Like a liberal mirror of Salafism, progressive Muslim hermeneutics confidently tells us which methods of interpretation transcend interpretation and which ones have strayed from the pure origins. Like the Salafiyya, progressives plant their flag on the origins of Islam, present themselves as heirs to the Qur’an’s truest spirit, and condemn various traditional authorities as innovators and corruptors. While calling our attention to the Qur’an’s multiplicity of meanings and the subjectivity of interpretation, progressivists nonetheless tend to make proclamations against those whom they accuse of having read the Qur’an wrong. Even when celebrating the individual reader as the true locus of meaning, these emancipators of texts can be as hegemonic and authoritarian as the most rigid literalists, and their flexing of Western academic training and literary theories can execute power plays just as much as mystical hierarchies do appeals to capitalized “Tradition.”

There’s a political stake here, as the progressivist reform project cannot be neutral in matters of empire. Progressive Muslim hermeneutics happens to hare some overlap with the agendas of forces such as the RAND Corporation., the conservative think-tank that associated close observation of Muslim rituals (such as prayer and fasting) and behavioral codes (such as hijab) with “backwardness and under-development, which in turn are the breeding ground for social and political problems of all sorts.” The RAND Corporation has advocated for Muslims to be restrained in their approach to the Qur’an, namely, to be fed new methods of reading that would disenfranchise traditional institutions and modes of authority, creating a new kind of Muslim. Because the Qur’an says much less in terms of rituals and embodied practices than the hadith corpus, Qur’an only Islam ( particularly when the Qur’an is read with what Sabah Mahood has called ‘secular hermeneutics) can more effectively produce the kind of liberal, rational, autonomous, Protestantized Muslim that RAND Corporations want to see…

Various parties make claims that the Qur’an is inherently liberatory or oppressive or progressive or violent. The lived reality of language says that the Qur’an is inherently nothing but uncontrollable…

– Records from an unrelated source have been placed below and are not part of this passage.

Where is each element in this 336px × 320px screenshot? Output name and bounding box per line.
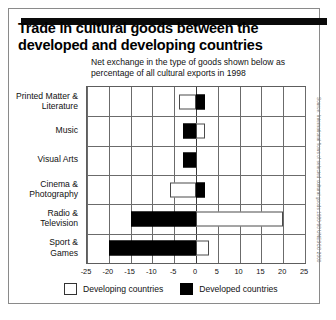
bar-developed: [183, 123, 196, 138]
chart-figure: Trade in cultural goods between the deve…: [8, 8, 320, 304]
chart-subtitle: Net exchange in the type of goods shown …: [91, 57, 306, 80]
x-tick-label: -25: [81, 267, 92, 276]
x-tick-label: 0: [193, 267, 197, 276]
gridline-vertical: [305, 87, 306, 263]
x-tick-label: 20: [278, 267, 286, 276]
x-tick-label: -5: [170, 267, 177, 276]
chart-row: [87, 146, 305, 175]
x-tick-label: -15: [124, 267, 135, 276]
bar-developing: [170, 182, 196, 197]
legend-item-developing: Developing countries: [64, 283, 163, 295]
bar-developing: [196, 123, 205, 138]
x-tick-label: 15: [256, 267, 264, 276]
category-label: Printed Matter &Literature: [0, 90, 78, 111]
bar-developing: [196, 241, 209, 256]
source-note: Source: International flows of selected …: [316, 97, 321, 262]
category-label: Music: [0, 125, 78, 135]
legend-swatch-developing: [64, 283, 77, 295]
legend-label-developing: Developing countries: [83, 284, 163, 294]
category-label: Visual Arts: [0, 154, 78, 164]
bar-developing: [196, 211, 283, 226]
category-label: Radio &Television: [0, 208, 78, 229]
chart-legend: Developing countries Developed countries: [64, 283, 278, 295]
chart-row: [87, 175, 305, 204]
chart-row: [87, 116, 305, 145]
bar-developed: [131, 211, 196, 226]
legend-item-developed: Developed countries: [180, 283, 277, 295]
plot-area: [86, 86, 306, 264]
bar-developed: [183, 153, 196, 168]
x-tick-label: 10: [234, 267, 242, 276]
chart-row: [87, 87, 305, 116]
category-label: Sport &Games: [0, 237, 78, 258]
legend-label-developed: Developed countries: [199, 284, 277, 294]
category-label: Cinema &Photography: [0, 178, 78, 199]
bar-developed: [196, 94, 205, 109]
x-tick-label: -20: [102, 267, 113, 276]
x-tick-label: 5: [215, 267, 219, 276]
chart-title: Trade in cultural goods between the deve…: [18, 20, 306, 54]
bar-developed: [109, 241, 196, 256]
legend-swatch-developed: [180, 283, 193, 295]
bar-developed: [196, 182, 205, 197]
x-tick-label: -10: [146, 267, 157, 276]
bar-developing: [179, 94, 196, 109]
chart-row: [87, 204, 305, 233]
x-tick-label: 25: [300, 267, 308, 276]
chart-row: [87, 234, 305, 263]
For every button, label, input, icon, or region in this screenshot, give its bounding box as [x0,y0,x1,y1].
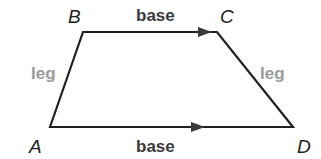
bottom-base-label: base [136,137,175,156]
trapezoid-shape [50,32,293,127]
parallel-arrow-top-icon [198,27,212,37]
vertex-label-d: D [297,136,311,157]
left-leg-label: leg [31,64,56,83]
vertex-label-a: A [28,136,42,157]
vertex-label-c: C [220,6,234,27]
parallel-arrow-bottom-icon [191,122,205,132]
top-base-label: base [136,6,175,25]
trapezoid-diagram: B C A D base base leg leg [0,0,321,159]
right-leg-label: leg [260,64,285,83]
vertex-label-b: B [68,6,81,27]
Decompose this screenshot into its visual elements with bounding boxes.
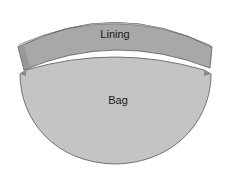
bag-lining-diagram xyxy=(0,0,226,178)
lining-label: Lining xyxy=(100,28,129,40)
bag-label: Bag xyxy=(108,94,128,106)
bag-shape xyxy=(20,57,211,164)
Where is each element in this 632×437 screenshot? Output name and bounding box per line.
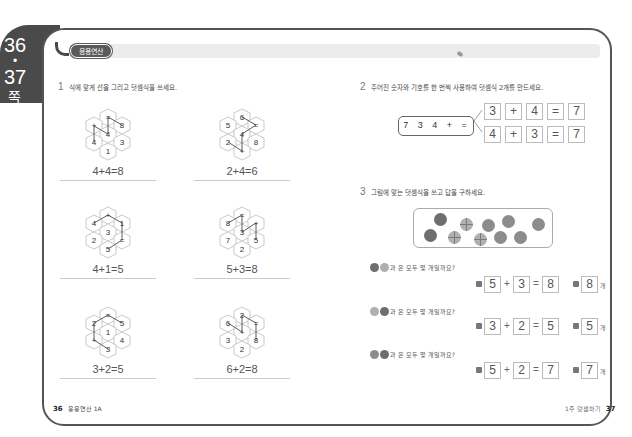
gray-ball-icon xyxy=(370,350,379,359)
hex-answer: 3+2=5 xyxy=(58,363,158,375)
svg-text:8: 8 xyxy=(120,121,125,130)
question-prompt: 과 은 모두 몇 개일까요? xyxy=(370,263,455,272)
svg-text:4: 4 xyxy=(120,336,125,345)
answer-tile[interactable]: 5 xyxy=(484,276,501,293)
hex-answer: 4+1=5 xyxy=(58,263,158,275)
svg-text:3: 3 xyxy=(226,336,231,345)
footer-left: 36응용연산 1A xyxy=(53,404,102,413)
answer-tile[interactable]: 3 xyxy=(513,276,530,293)
svg-text:3: 3 xyxy=(106,345,111,354)
given-symbols-box: 7 3 4 + = xyxy=(398,116,474,136)
gray-ball-icon xyxy=(532,218,545,231)
answer-tile[interactable]: 5 xyxy=(581,318,598,335)
dark-ball-icon xyxy=(424,229,437,242)
dark-ball-icon xyxy=(434,213,447,226)
answer-tile[interactable]: = xyxy=(547,103,564,120)
question-number: 3 xyxy=(360,186,366,197)
gray-ball-icon xyxy=(502,215,515,228)
hex-answer: 6+2=8 xyxy=(192,363,292,375)
answer-underline xyxy=(60,278,156,279)
expression-marker-icon xyxy=(476,281,482,287)
expression-marker-icon xyxy=(476,367,482,373)
header-bar xyxy=(70,44,600,58)
footer-right: 1주 덧셈하기37 xyxy=(565,404,615,413)
answer-tile[interactable]: 5 xyxy=(484,362,501,379)
gray-ball-icon xyxy=(514,231,527,244)
hex-puzzle[interactable]: 26= +382 6+2=8 xyxy=(192,305,292,385)
svg-text:4: 4 xyxy=(92,219,97,228)
expression-marker-icon xyxy=(476,323,482,329)
basketball-icon xyxy=(370,307,379,316)
answer-tile[interactable]: 3 xyxy=(484,318,501,335)
dark-ball-icon xyxy=(380,307,389,316)
svg-text:2: 2 xyxy=(240,345,245,354)
question-number: 2 xyxy=(360,81,366,92)
answer-tile[interactable]: 4 xyxy=(484,126,501,143)
question-prompt: 과 은 모두 몇 개일까요? xyxy=(370,307,455,316)
answer-tile[interactable]: 7 xyxy=(568,126,585,143)
answer-underline xyxy=(60,180,156,181)
question-2-title: 2주어진 숫자와 기호를 한 번씩 사용하여 덧셈식 2개를 만드세요. xyxy=(360,81,543,92)
svg-text:1: 1 xyxy=(106,147,111,156)
question-number: 1 xyxy=(58,81,64,92)
gray-ball-icon xyxy=(482,219,495,232)
hexagon-cluster-icon: =8+ 3752 xyxy=(214,205,270,261)
answer-tile[interactable]: 8 xyxy=(581,276,598,293)
question-prompt: 과 은 모두 몇 개일까요? xyxy=(370,350,455,359)
dark-ball-icon xyxy=(370,263,379,272)
basketball-icon xyxy=(474,233,487,246)
svg-text:2: 2 xyxy=(240,245,245,254)
answer-tile[interactable]: 3 xyxy=(484,103,501,120)
answer-tile[interactable]: 7 xyxy=(542,362,559,379)
svg-text:8: 8 xyxy=(226,219,231,228)
svg-text:3: 3 xyxy=(106,228,111,237)
answer-tile[interactable]: 5 xyxy=(542,318,559,335)
section-badge: 응용연산 xyxy=(70,44,112,58)
hexagon-cluster-icon: +41 32=5 xyxy=(80,205,136,261)
svg-text:3: 3 xyxy=(120,138,125,147)
answer-tile[interactable]: 2 xyxy=(513,318,530,335)
basketball-icon xyxy=(448,231,461,244)
basketball-icon xyxy=(460,218,473,231)
answer-marker-icon xyxy=(573,281,579,287)
svg-text:5: 5 xyxy=(226,121,231,130)
svg-text:7: 7 xyxy=(226,236,231,245)
answer-tile[interactable]: 3 xyxy=(526,126,543,143)
hex-answer: 4+4=8 xyxy=(58,165,158,177)
hex-puzzle[interactable]: =8+ 3752 5+3=8 xyxy=(192,205,292,285)
answer-tile[interactable]: 4 xyxy=(526,103,543,120)
answer-underline xyxy=(194,378,290,379)
answer-tile[interactable]: 8 xyxy=(542,276,559,293)
hex-puzzle[interactable]: +41 32=5 4+1=5 xyxy=(58,205,158,285)
svg-text:2: 2 xyxy=(92,236,97,245)
page-number-bottom: 37 xyxy=(4,67,26,87)
question-3-title: 3그림에 맞는 덧셈식을 쓰고 답을 구하세요. xyxy=(360,186,485,197)
hex-puzzle[interactable]: 65= 428+ 2+4=6 xyxy=(192,107,292,187)
footer-page-right: 37 xyxy=(606,405,616,413)
answer-underline xyxy=(194,278,290,279)
answer-tile[interactable]: + xyxy=(505,126,522,143)
answer-tile[interactable]: 7 xyxy=(568,103,585,120)
hex-answer: 5+3=8 xyxy=(192,263,292,275)
answer-underline xyxy=(60,378,156,379)
svg-text:=: = xyxy=(254,121,259,130)
answer-tile[interactable]: = xyxy=(547,126,564,143)
hex-puzzle[interactable]: =+8 4431 4+4=8 xyxy=(58,107,158,187)
hexagon-cluster-icon: 26= +382 xyxy=(214,305,270,361)
hexagon-cluster-icon: 65= 428+ xyxy=(214,107,270,163)
footer-page-left: 36 xyxy=(53,405,63,413)
svg-text:1: 1 xyxy=(106,328,111,337)
question-1-title: 1식에 맞게 선을 그리고 덧셈식을 쓰세요. xyxy=(58,81,177,92)
answer-underline xyxy=(194,180,290,181)
answer-tile[interactable]: 2 xyxy=(513,362,530,379)
answer-marker-icon xyxy=(573,367,579,373)
answer-marker-icon xyxy=(573,323,579,329)
hexagon-cluster-icon: =+8 4431 xyxy=(80,107,136,163)
answer-tile[interactable]: 7 xyxy=(581,362,598,379)
answer-tile[interactable]: + xyxy=(505,103,522,120)
dark-ball-icon xyxy=(380,350,389,359)
hex-puzzle[interactable]: =25 1+43 3+2=5 xyxy=(58,305,158,385)
hex-answer: 2+4=6 xyxy=(192,165,292,177)
svg-text:5: 5 xyxy=(106,245,111,254)
hexagon-cluster-icon: =25 1+43 xyxy=(80,305,136,361)
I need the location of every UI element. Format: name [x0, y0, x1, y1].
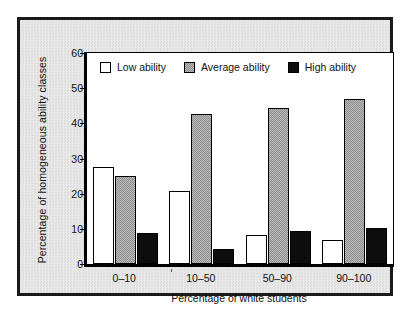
legend-label: Average ability: [201, 61, 270, 73]
bar-50-90-average-ability: [268, 108, 289, 264]
legend-label: High ability: [305, 61, 356, 73]
bar-0-10-average-ability: [115, 176, 136, 264]
y-tick-label: 30: [71, 153, 83, 165]
y-axis-title-text: Percentage of homogeneous ability classe…: [36, 56, 48, 263]
white-square-swatch-icon: [100, 62, 111, 73]
legend-label: Low ability: [117, 61, 166, 73]
y-tick-label: 10: [71, 223, 83, 235]
figure-canvas: Percentage of homogeneous ability classe…: [0, 0, 411, 312]
x-tick-label: 90–100: [336, 272, 371, 284]
y-tick-label: 20: [71, 188, 83, 200]
x-tick-label: 50–90: [263, 272, 292, 284]
chart-frame-border: Percentage of homogeneous ability classe…: [17, 17, 393, 296]
legend-entry-low-ability: Low ability: [100, 61, 166, 73]
bar-0-10-high-ability: [137, 233, 158, 264]
black-square-swatch-icon: [288, 62, 299, 73]
y-axis-title: Percentage of homogeneous ability classe…: [34, 52, 50, 267]
y-tick-label: 50: [71, 82, 83, 94]
legend-entry-high-ability: High ability: [288, 61, 356, 73]
y-tick-label: 40: [71, 117, 83, 129]
bar-10-50-average-ability: [191, 114, 212, 265]
gray-square-swatch-icon: [184, 62, 195, 73]
x-axis-title: Percentage of white students: [84, 292, 394, 304]
bar-90-100-low-ability: [322, 240, 343, 264]
x-tick-label: 10–50: [186, 272, 215, 284]
bar-10-50-high-ability: [213, 249, 234, 264]
bar-90-100-high-ability: [366, 228, 387, 264]
bar-10-50-low-ability: [169, 191, 190, 264]
x-tick-mark: [171, 269, 172, 272]
bar-90-100-average-ability: [344, 99, 365, 264]
legend: Low ability Average ability High ability: [100, 61, 356, 73]
y-tick-label: 60: [71, 47, 83, 59]
y-tick-label: 0: [77, 258, 83, 270]
bar-50-90-low-ability: [246, 235, 267, 264]
plot-area: 0 10 20 30 40 50: [84, 52, 394, 267]
legend-entry-average-ability: Average ability: [184, 61, 270, 73]
bar-50-90-high-ability: [290, 231, 311, 264]
x-tick-label: 0–10: [113, 272, 136, 284]
bar-0-10-low-ability: [93, 167, 114, 264]
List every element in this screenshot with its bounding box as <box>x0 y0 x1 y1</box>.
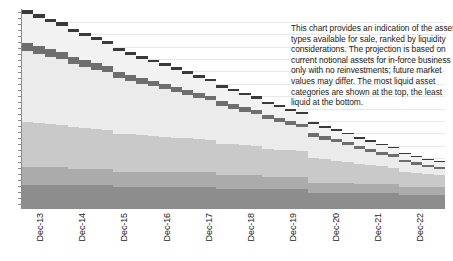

Here's the pivot point, after a long historiographical prologue: Malcolm, Sunna, Hadith, Hanbal, al-Afghani, crystallization of the Salif in the 1920S, Cold War, 5 Percenters:
" If I'm a stranger to myself , If I'm a product of unknown ancestors, I can't know my lord. So I stare at the big flowcharts of names and these arrows of influence pointing in all directions, trying to tie my religion together ,seeing not an Islam of eternal consistency but only something frail and vulnerable, subject to whatever causes history to move; and it has me wondering about the options for a fundamentalism that looks like apostasy, in which Islam can only come to me as side effects, instabilities, fragments, random molecules, brokenness and rupture and cross-fertilization forever, nothing staying in place, forever new empires promoting new books."
[Is this sad? Malcolm X was alive- moving through the vortex of history but now he's dead, finished, nothing more to say about himself. He weeps ,like David Bowie, 'everybody knows me now'. The eternal repose. The infinite 'fuck you' to the living.]

 "Why I am a Salafi" by Michael Muhammad Knight



1 comment:

  1. The Prophet is not waiting to be discovered in his true form and unburied. He does not preexist us, but appears with a new body in every point of departure, every break, every disorder, every unacceptable innovation, every hybridization. Islam is what happens tomorrow.